The dashboard enables school districts to investigate questions such as:
- How does frequent routine testing impact in-person school attendance?
- What are the risks of testing less frequently or only doing symptomatic testing?
- How do risks and resources change by testing strategy (i.e. pooled polymerase chain reaction [PCR] testing, single-day antigen testing, or serial antigen testing on back-to-back days to improve accuracy)?
Here's how the dashboard works:
- Select key inputs such as school type (elementary or middle/high school), the community infection rate, and the school’s quarantine policy
- Select the priority goal, for example, do you want to reduce total in-school infections? Reduce the proportion of infections due to within-school transmission? Maximize the days of school attended? Estimate the number of tests needed? Maximize the proportion of infections found through routine testing?
- Select the populations you want to test, the testing types, and the frequency
- Compare the potential impact of your selected testing approaches on your priority goal and on other outcomes
This dashboard builds on the work of a recent study from Mathematica, supported by The Rockefeller Foundation, and makes the full range of results accessible to users. Our findings, based on agent-based modeling, showed that regular COVID-19 testing in primary and secondary schools can help keep schools safe. For example, weekly pooled PCR testing of all students, teachers, and staff can reduce total infections in students and staff by an estimated 10−19 percent.[1] However, this strategy is also associated with a 1−12 percent reduction in in-person school days, once isolation and quarantining are considered.
While we found that most strategies have only a modest impact on the total number of infections in a school, our model allows us to address another question we are rarely able to answer in the real world, given contact-tracing limitations: what percentage of in-school infections come from transmission happening within the school, as opposed to coming in from the community? In most cases, school administrators need to make decisions based only on the total number of infections they see in their schools. Modelling allows us to estimate the percentage of infections that result from within-school transmission, an important indicator of whether a testing strategy is helping keep a school safe. We found that routine testing strategies, especially serial antigen and pooled PCR testing, can reduce within-school transmission. For example, testing in a high school that quarantines close contacts in a community experiencing 50 cases per 100,000 reduces within-school transmission by 33−89 percent.
In addition to considering the health and well-being of their populations, school districts must also weigh the costs of any routine testing strategy. Pooled PCR and serial antigen testing strategies are similarly effective at reducing within-school transmission, but the number of tests required for each strategy varies greatly (for example, serial antigen testing requires two tests for every person tested, while pooled PCR testing can test people in groups with a single test). For example, in the same high school described above, the number of tests across weekly testing strategies varies between 144 and 1892 tests per week.
As new funding and technical assistance break down we hope this dashboard equips schools with the data they need to determine which testing strategy is right for them.
We welcome questions or feedback on our dashboard. Please email us at jhotchkiss@mathematica-mpr.com or dvohra@mathematica-mpr.com.
[1] In recent months, more schools have refined their testing approaches and we have learned more about test performance, allowing us to update some of our original model assumptions. Therefore, the results shown in the dashboard differ from those in our original report.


- **Instructions to follow**:
Copy only the lines between the one containing "The image size is (1515, 685)." and the end of the records, both included, leaving out pictures.

[Data to examine]

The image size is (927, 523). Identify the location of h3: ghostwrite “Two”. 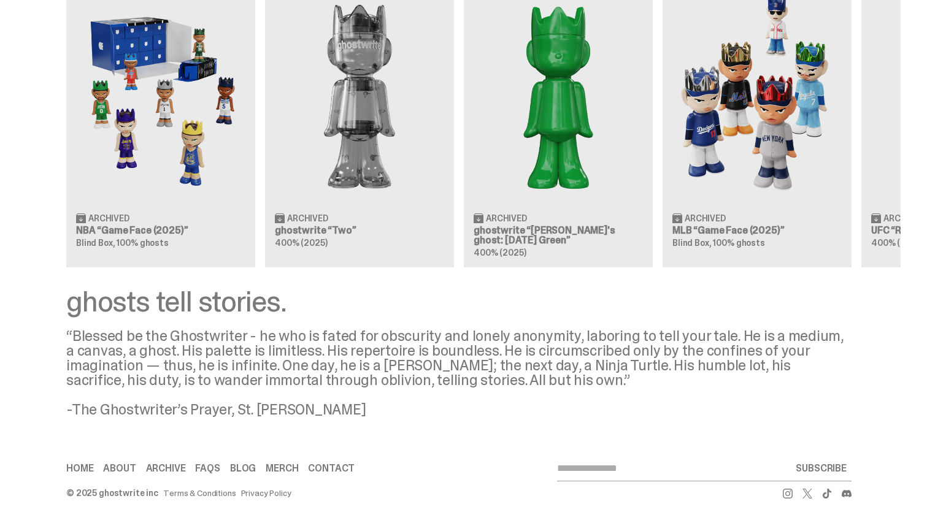
(359, 231).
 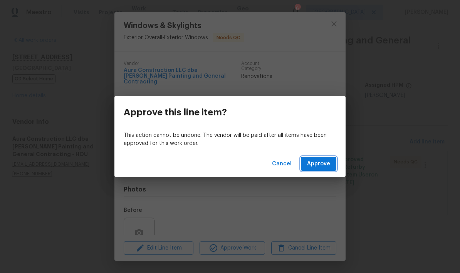 I want to click on button: Approve, so click(x=318, y=164).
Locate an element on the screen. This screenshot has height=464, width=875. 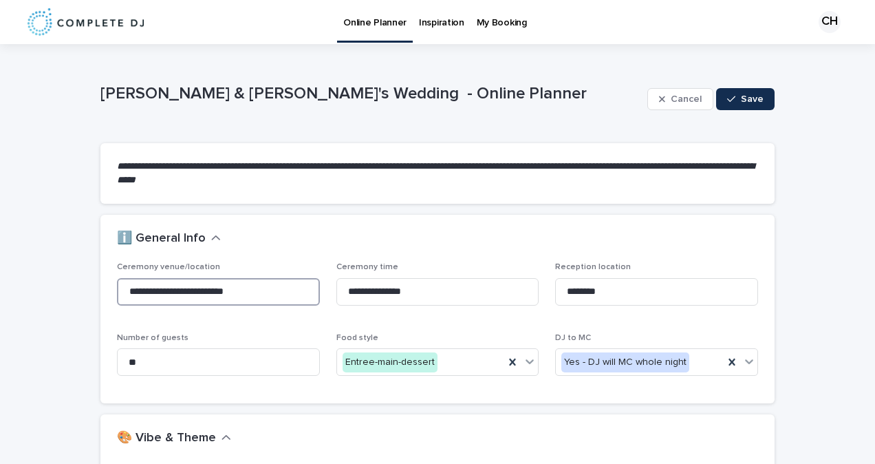
h2: 🎨 Vibe & Theme is located at coordinates (166, 438).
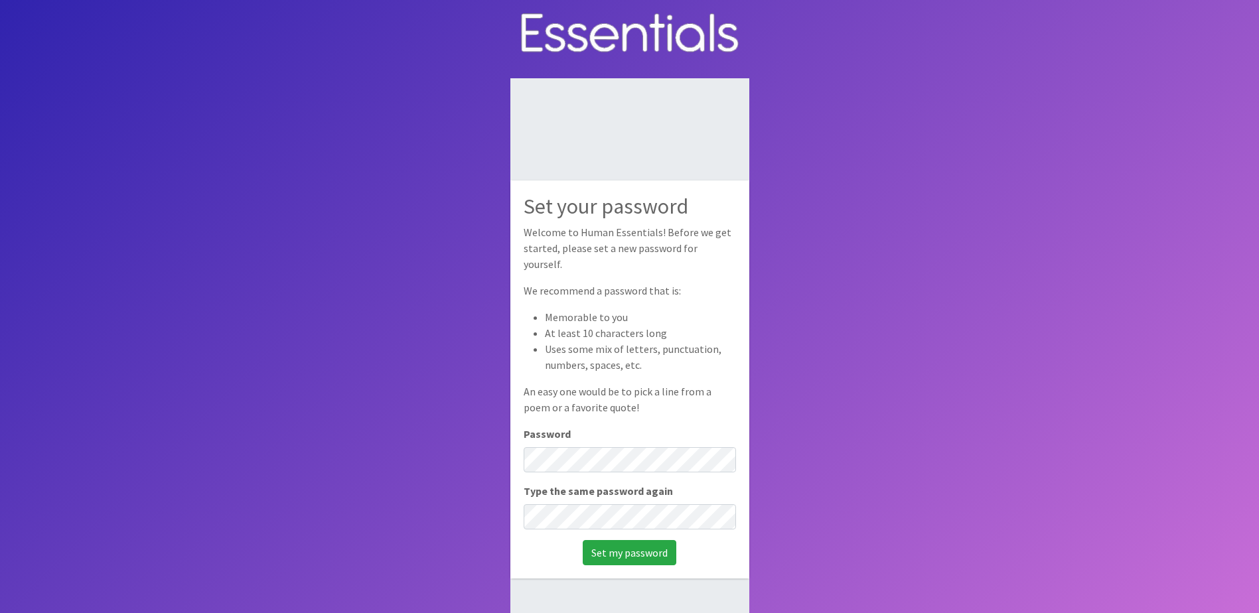 This screenshot has width=1259, height=613. I want to click on li: At least 10 characters long, so click(640, 333).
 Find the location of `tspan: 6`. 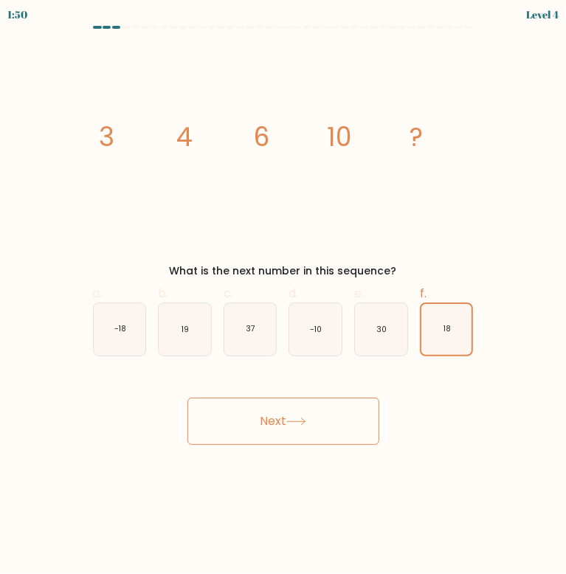

tspan: 6 is located at coordinates (261, 136).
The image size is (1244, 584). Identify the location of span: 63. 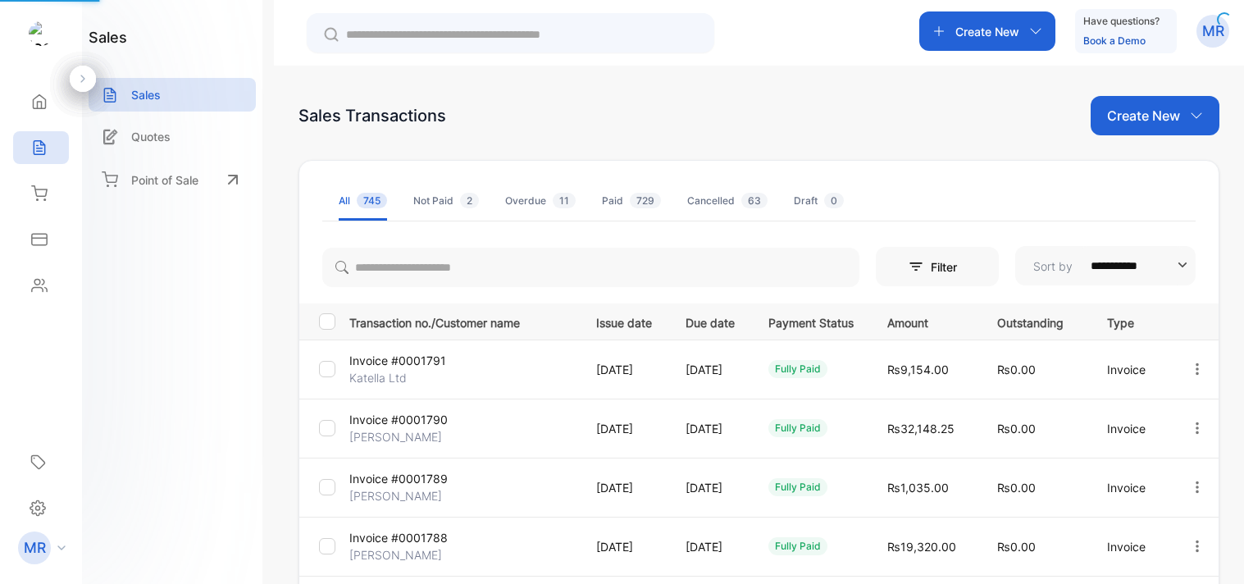
(754, 200).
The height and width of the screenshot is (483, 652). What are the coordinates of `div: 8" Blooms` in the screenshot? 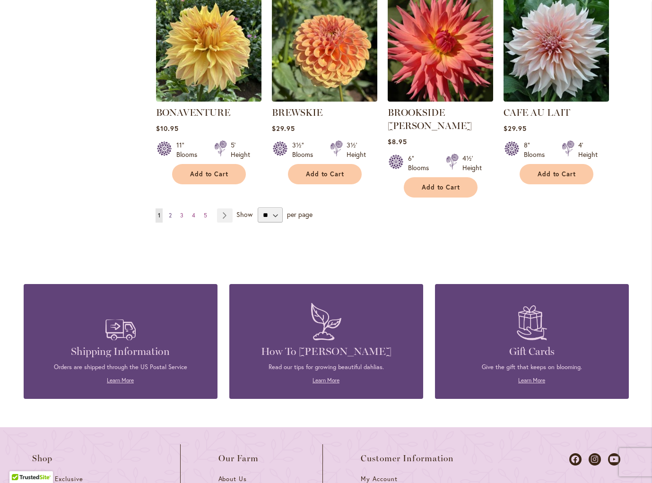 It's located at (537, 150).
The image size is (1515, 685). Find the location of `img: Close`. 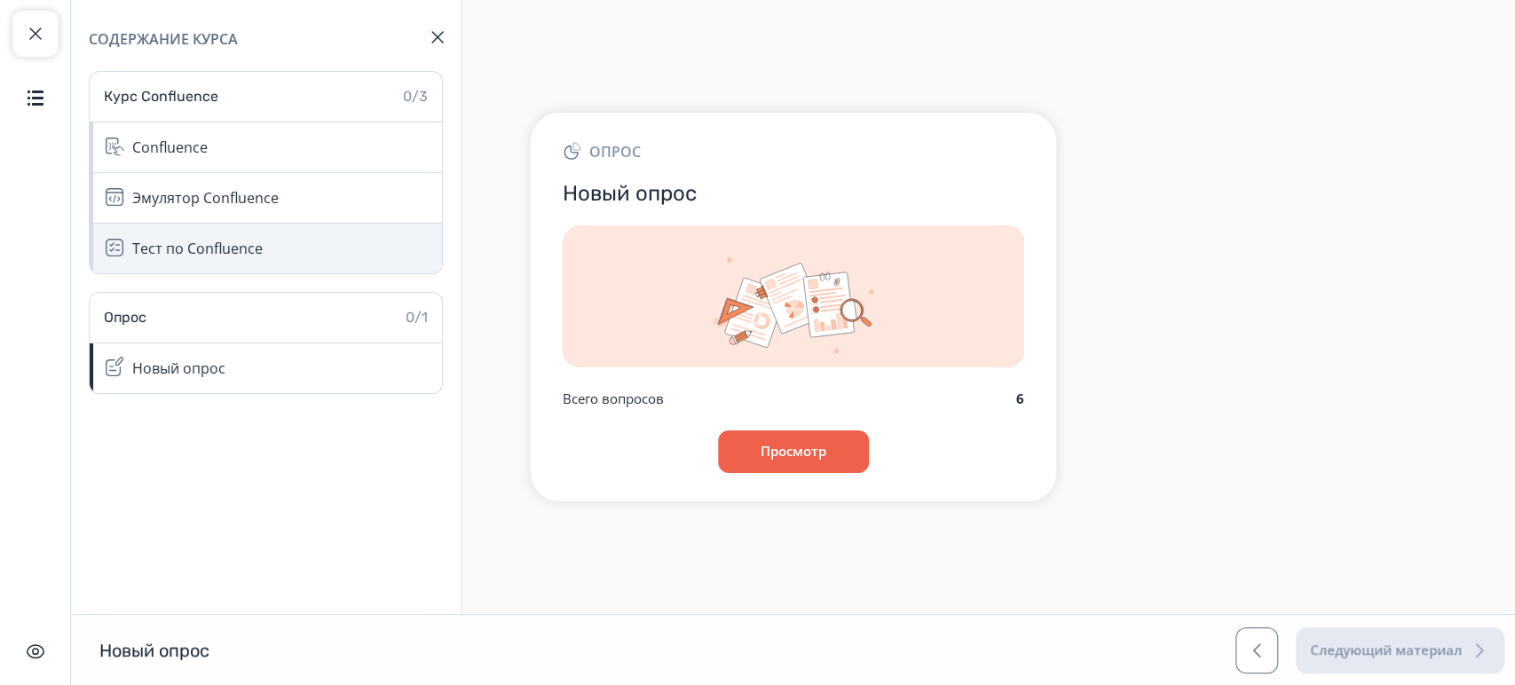

img: Close is located at coordinates (438, 37).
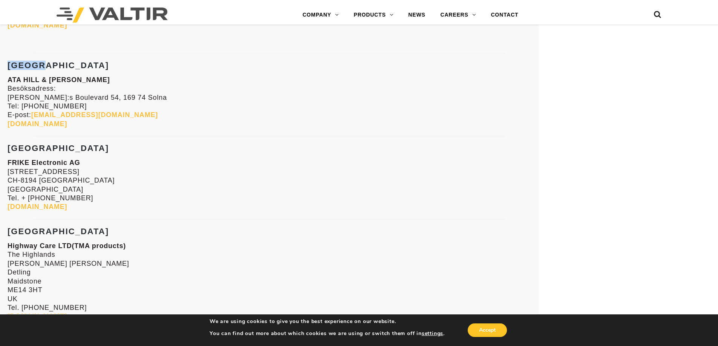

[/Data to examine]

- **Written answer**:
The image size is (1515, 685). Find the location of `img: Close`. 

img: Close is located at coordinates (438, 37).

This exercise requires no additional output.